Something's brewing over at the Microsoft ASP.NET team and it smells good.
On the 12th of May 2014 we were served a pre-dinner snack in the form of ASP.NET vNext in an alpha version.
It was served at TechEd 2014 by Scott Hanselman, Scott Hunter and David Fowler in the three presentations which are linked below.
INTRODUCING: The Future of .NET on the Server
DEEP DIVE: The Future of .NET on the Server
ASP.NET Developer Q&A with Scott Hunter & Scott Hanselman
No more System.Web
If you ever worked in an ASP.NET application you most likely know System.Web. It has so much functionality we use all the time when developing in ASP.NET. But all that functionality comes at a price. System.Web is one of the biggest dll's in the framework and leaves quite the footprint when loading your app.

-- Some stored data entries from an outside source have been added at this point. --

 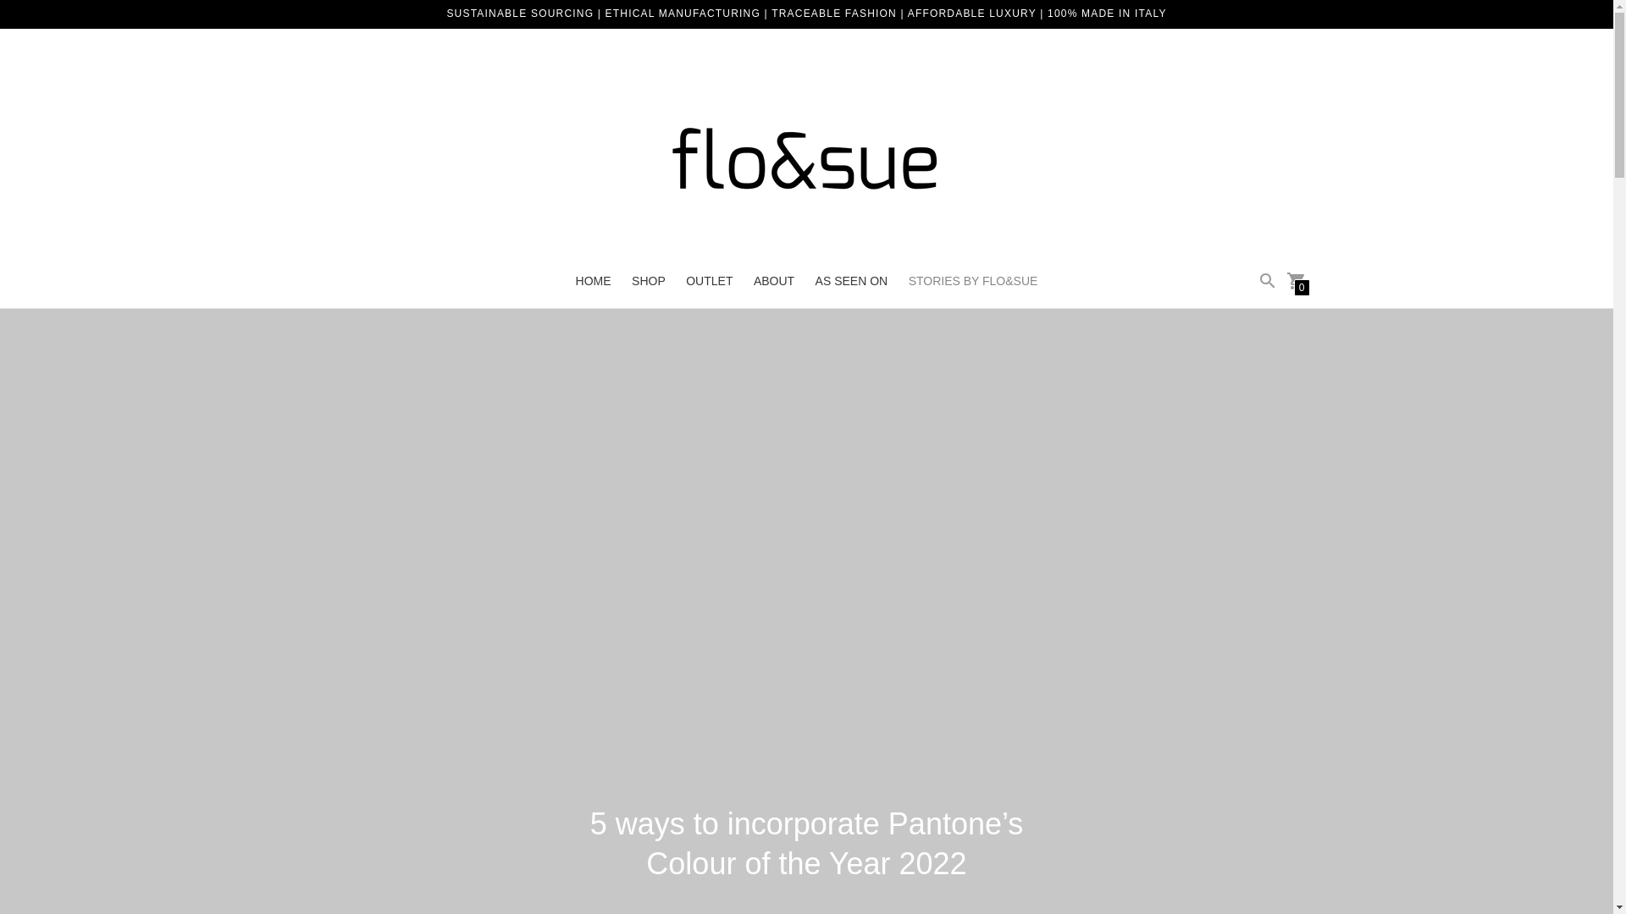 I want to click on HOME, so click(x=593, y=281).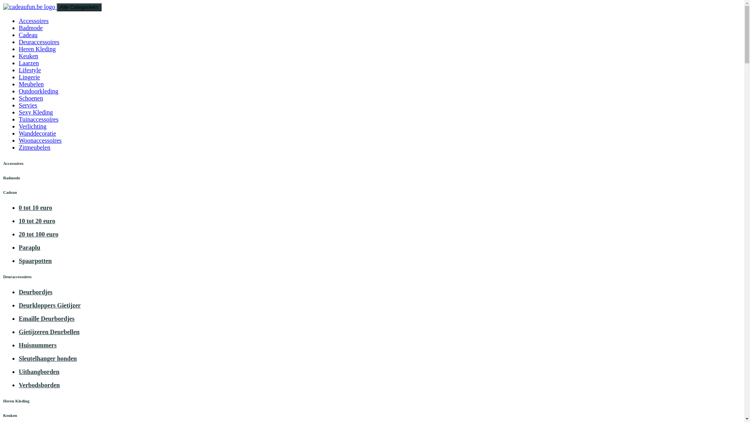  What do you see at coordinates (28, 106) in the screenshot?
I see `Servies` at bounding box center [28, 106].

In ASP.NET vNext Microsoft has split up the functions from System.Web which means that we can pick whatever we need for our specific application leaving a much smaller footprint.
It's not all good news though. Webforms are not getting rid of System.Web. Webforms had too many dependencies to System.Web and it was not possible for Microsoft to part the two.
Reference packages
Using NuGet to reference dll's has been part of our world for a few years now and most .NET developers are used to using NuGet in daily development. Going forward we will not be referencing dll's in Visual Studio but NuGet packages instead.
If we wish to we can even get Roslyn to compile dll's to memory and avoid dll's on disk altogether. I apologize for the poor quality of the image. It's taken from the first of the three videos above. Unfortunately the Visual Studio tooling for ASP.NET vNext is not ready for the public yet so this is the only screenshot available.
What else is new
Lots of other new things than the two I have mentioned here are included in ASP.NET vNext. Some are listed below.
- MVC and Web API are merged together since much functionality overlapped.
- Possible to ship CLR with your application meaning that you no longer need to wait for the IT-department to update to a new .Net framework.
- Possible to run different versions of CLR side by side on server.
- Option to use Cloud optimized version with smaller footprint than full framework
- Dependency injection out of the box
Try it out
If you want a taste of the new ASP.NET you can go to ASP.NET vNext to get the source code and the how to on running the bits. Visual studio tooling is expected to be ready in June.